— Your task —
Write out each record again exactly as it stands.

** Records for the task follows **

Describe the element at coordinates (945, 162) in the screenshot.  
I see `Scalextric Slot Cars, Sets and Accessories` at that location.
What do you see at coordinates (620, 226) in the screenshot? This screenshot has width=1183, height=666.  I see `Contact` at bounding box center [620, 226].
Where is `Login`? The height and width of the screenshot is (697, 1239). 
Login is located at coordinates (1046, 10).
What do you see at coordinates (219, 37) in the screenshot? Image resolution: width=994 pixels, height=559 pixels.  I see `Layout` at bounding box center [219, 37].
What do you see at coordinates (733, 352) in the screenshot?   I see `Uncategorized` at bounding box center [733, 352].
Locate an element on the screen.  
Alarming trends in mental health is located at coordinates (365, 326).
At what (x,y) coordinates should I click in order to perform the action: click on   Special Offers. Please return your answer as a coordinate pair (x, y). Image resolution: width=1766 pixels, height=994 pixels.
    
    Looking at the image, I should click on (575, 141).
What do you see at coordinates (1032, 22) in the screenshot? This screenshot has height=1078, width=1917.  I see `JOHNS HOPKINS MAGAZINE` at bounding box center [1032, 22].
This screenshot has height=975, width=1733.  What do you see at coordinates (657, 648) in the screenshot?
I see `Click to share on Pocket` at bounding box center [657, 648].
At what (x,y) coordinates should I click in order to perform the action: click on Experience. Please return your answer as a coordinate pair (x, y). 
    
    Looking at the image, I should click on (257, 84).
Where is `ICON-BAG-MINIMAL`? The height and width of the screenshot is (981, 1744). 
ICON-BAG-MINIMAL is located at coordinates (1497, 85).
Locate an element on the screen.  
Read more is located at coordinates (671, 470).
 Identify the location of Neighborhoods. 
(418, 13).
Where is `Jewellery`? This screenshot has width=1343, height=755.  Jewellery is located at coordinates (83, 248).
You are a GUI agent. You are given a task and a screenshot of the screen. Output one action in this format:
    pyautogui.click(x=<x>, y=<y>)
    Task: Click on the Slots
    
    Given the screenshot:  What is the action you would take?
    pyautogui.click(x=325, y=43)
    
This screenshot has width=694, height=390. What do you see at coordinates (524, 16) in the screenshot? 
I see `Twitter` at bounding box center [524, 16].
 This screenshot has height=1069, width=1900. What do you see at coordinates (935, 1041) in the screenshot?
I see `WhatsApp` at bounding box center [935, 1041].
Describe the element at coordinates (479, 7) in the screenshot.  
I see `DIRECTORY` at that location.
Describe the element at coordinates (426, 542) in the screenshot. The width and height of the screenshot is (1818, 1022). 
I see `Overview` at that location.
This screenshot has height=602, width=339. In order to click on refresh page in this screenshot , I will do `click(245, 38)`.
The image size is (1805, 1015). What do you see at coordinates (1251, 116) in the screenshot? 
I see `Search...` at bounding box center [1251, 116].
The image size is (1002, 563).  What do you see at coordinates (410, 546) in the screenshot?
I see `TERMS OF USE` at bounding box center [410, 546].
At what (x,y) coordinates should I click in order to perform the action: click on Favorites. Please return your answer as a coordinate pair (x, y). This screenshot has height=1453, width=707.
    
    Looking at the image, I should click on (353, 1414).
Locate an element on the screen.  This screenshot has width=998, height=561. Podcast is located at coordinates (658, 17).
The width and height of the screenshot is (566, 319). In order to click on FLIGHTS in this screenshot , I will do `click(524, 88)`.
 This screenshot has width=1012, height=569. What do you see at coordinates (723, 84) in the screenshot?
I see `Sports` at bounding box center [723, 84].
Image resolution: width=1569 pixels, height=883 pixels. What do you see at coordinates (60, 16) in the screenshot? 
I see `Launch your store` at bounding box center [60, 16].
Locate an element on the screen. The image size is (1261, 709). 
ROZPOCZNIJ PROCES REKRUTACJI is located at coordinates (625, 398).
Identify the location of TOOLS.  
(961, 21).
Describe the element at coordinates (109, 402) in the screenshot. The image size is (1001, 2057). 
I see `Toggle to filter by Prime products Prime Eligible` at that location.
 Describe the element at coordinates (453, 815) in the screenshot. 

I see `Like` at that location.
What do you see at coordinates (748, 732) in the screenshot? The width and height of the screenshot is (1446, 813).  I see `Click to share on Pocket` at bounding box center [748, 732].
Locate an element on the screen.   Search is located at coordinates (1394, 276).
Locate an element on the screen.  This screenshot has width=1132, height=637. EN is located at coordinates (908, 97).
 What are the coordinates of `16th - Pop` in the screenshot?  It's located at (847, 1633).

** End of Records for the task **

— Response below —
Describe the element at coordinates (945, 162) in the screenshot.  
I see `Scalextric Slot Cars, Sets and Accessories` at that location.
What do you see at coordinates (620, 226) in the screenshot? This screenshot has width=1183, height=666.  I see `Contact` at bounding box center [620, 226].
Where is `Login`? The height and width of the screenshot is (697, 1239). 
Login is located at coordinates (1046, 10).
What do you see at coordinates (219, 37) in the screenshot? Image resolution: width=994 pixels, height=559 pixels.  I see `Layout` at bounding box center [219, 37].
What do you see at coordinates (733, 352) in the screenshot?   I see `Uncategorized` at bounding box center [733, 352].
Locate an element on the screen.  
Alarming trends in mental health is located at coordinates (365, 326).
At what (x,y) coordinates should I click in order to perform the action: click on   Special Offers. Please return your answer as a coordinate pair (x, y). Image resolution: width=1766 pixels, height=994 pixels.
    
    Looking at the image, I should click on (575, 141).
What do you see at coordinates (1032, 22) in the screenshot? This screenshot has height=1078, width=1917.  I see `JOHNS HOPKINS MAGAZINE` at bounding box center [1032, 22].
This screenshot has height=975, width=1733.  What do you see at coordinates (657, 648) in the screenshot?
I see `Click to share on Pocket` at bounding box center [657, 648].
At what (x,y) coordinates should I click in order to perform the action: click on Experience. Please return your answer as a coordinate pair (x, y). 
    
    Looking at the image, I should click on (257, 84).
Where is `ICON-BAG-MINIMAL`? The height and width of the screenshot is (981, 1744). 
ICON-BAG-MINIMAL is located at coordinates (1497, 85).
Locate an element on the screen.  
Read more is located at coordinates (671, 470).
 Identify the location of Neighborhoods. 
(418, 13).
Where is `Jewellery`? This screenshot has width=1343, height=755.  Jewellery is located at coordinates (83, 248).
You are a GUI agent. You are given a task and a screenshot of the screen. Output one action in this format:
    pyautogui.click(x=<x>, y=<y>)
    Task: Click on the Slots
    
    Given the screenshot:  What is the action you would take?
    pyautogui.click(x=325, y=43)
    
This screenshot has width=694, height=390. What do you see at coordinates (524, 16) in the screenshot? 
I see `Twitter` at bounding box center [524, 16].
 This screenshot has height=1069, width=1900. What do you see at coordinates (935, 1041) in the screenshot?
I see `WhatsApp` at bounding box center [935, 1041].
Describe the element at coordinates (479, 7) in the screenshot.  
I see `DIRECTORY` at that location.
Describe the element at coordinates (426, 542) in the screenshot. The width and height of the screenshot is (1818, 1022). 
I see `Overview` at that location.
This screenshot has height=602, width=339. In order to click on refresh page in this screenshot , I will do `click(245, 38)`.
The image size is (1805, 1015). What do you see at coordinates (1251, 116) in the screenshot? 
I see `Search...` at bounding box center [1251, 116].
The image size is (1002, 563).  What do you see at coordinates (410, 546) in the screenshot?
I see `TERMS OF USE` at bounding box center [410, 546].
At what (x,y) coordinates should I click in order to perform the action: click on Favorites. Please return your answer as a coordinate pair (x, y). This screenshot has height=1453, width=707.
    
    Looking at the image, I should click on (353, 1414).
Locate an element on the screen.  This screenshot has width=998, height=561. Podcast is located at coordinates (658, 17).
The width and height of the screenshot is (566, 319). In order to click on FLIGHTS in this screenshot , I will do `click(524, 88)`.
 This screenshot has width=1012, height=569. What do you see at coordinates (723, 84) in the screenshot?
I see `Sports` at bounding box center [723, 84].
Image resolution: width=1569 pixels, height=883 pixels. What do you see at coordinates (60, 16) in the screenshot? 
I see `Launch your store` at bounding box center [60, 16].
Locate an element on the screen. The image size is (1261, 709). 
ROZPOCZNIJ PROCES REKRUTACJI is located at coordinates (625, 398).
Identify the location of TOOLS.  
(961, 21).
Describe the element at coordinates (109, 402) in the screenshot. The image size is (1001, 2057). 
I see `Toggle to filter by Prime products Prime Eligible` at that location.
 Describe the element at coordinates (453, 815) in the screenshot. 

I see `Like` at that location.
What do you see at coordinates (748, 732) in the screenshot? The width and height of the screenshot is (1446, 813).  I see `Click to share on Pocket` at bounding box center [748, 732].
Locate an element on the screen.   Search is located at coordinates (1394, 276).
Locate an element on the screen.  This screenshot has width=1132, height=637. EN is located at coordinates (908, 97).
 What are the coordinates of `16th - Pop` in the screenshot?  It's located at (847, 1633).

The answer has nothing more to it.